The feeling of the sublime is a mixed feeling. It is at once a painful
state, which in its paroxysm is manifested by a kind of shudder, and a
joyous state, that may rise to rapture, and which, without being properly
a pleasure, is greatly preferred to every kind of pleasure by delicate
souls. This union of two contrary sensations in one and the same feeling
proves in a peremptory manner our moral independence. For as it is
absolutely impossible that the same object should be with us in two
opposite relations, it follows that it is we ourselves who sustain two
different relations with the object. It follows that these two opposed
natures should be united in us, which, on the idea of this object, are
brought into play in two perfectly opposite ways. Thus we experience by
the feeling of the beautiful that the state of our spiritual nature is
not necessarily determined by the state of our sensuous nature; that the
laws of nature are not necessarily our laws; and that there is in us an
autonomous principle independent of all sensuous impressions.
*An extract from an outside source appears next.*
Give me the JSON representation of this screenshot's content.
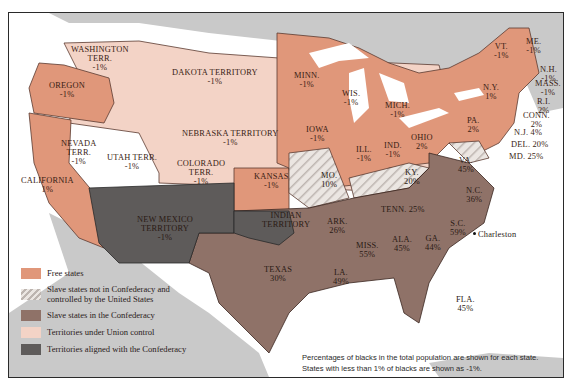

The sublime object may be considered in two lights. We either represent
it to our comprehension, and we try in vain to make an image or idea of
it, or we refer it to our vital force, and we consider it as a power
before which ours is nothing. But though in both cases we experience in
connection with this object the painful feeling of our limits, yet we do
not seek to avoid it; on the contrary we are attracted to it by an
irresistible force. Could this be the case if the limits of our
imagination were at the same time those of our comprehension? Should we
be willingly called back to the feeling of the omnipotence of the forces
of nature if we had not in us something that cannot be a prey of these
forces. We are pleased with the spectacle of the sensuous infinite,
because we are able to attain by thought what the senses can no longer
embrace and what the understanding cannot grasp. The sight of a terrible
object transports us with enthusiasm, because we are capable of willing
what the instincts reject with horror, and of rejecting what they desire.
We willingly allow our imagination to find something in the world of
phenomena that passes beyond it; because, after all, it is only one
sensuous force that triumphs over another sensuous force, but nature,
notwithstanding all her infinity, cannot attain to the absolute grandeur
which is in ourselves. We submit willingly to physical necessity both
our well-being and our existence. This is because the very power reminds
us that there are in us principles that escape its empire. Man is in the
hands of nature, but the will of man is in his own hands.
Nature herself has actually used a sensuous means to teach us that we are
something more than mere sensuous natures. She has even known how to
make use of our sensations to put us on the track of this discovery--that
we are by no means subject as slaves to the violence of the sensations.
And this is quite a different effect from that which can be produced by
the beautiful; I mean the beautiful of the real world, for the sublime
itself is surpassed by the ideal. In the presence of beauty, reason and
sense are in harmony, and it is only on account of this harmony that the
beautiful has attraction for us. Consequently, beauty alone could never
teach us that our destination is to act as pure intelligences, and that
we are capable of showing ourselves such.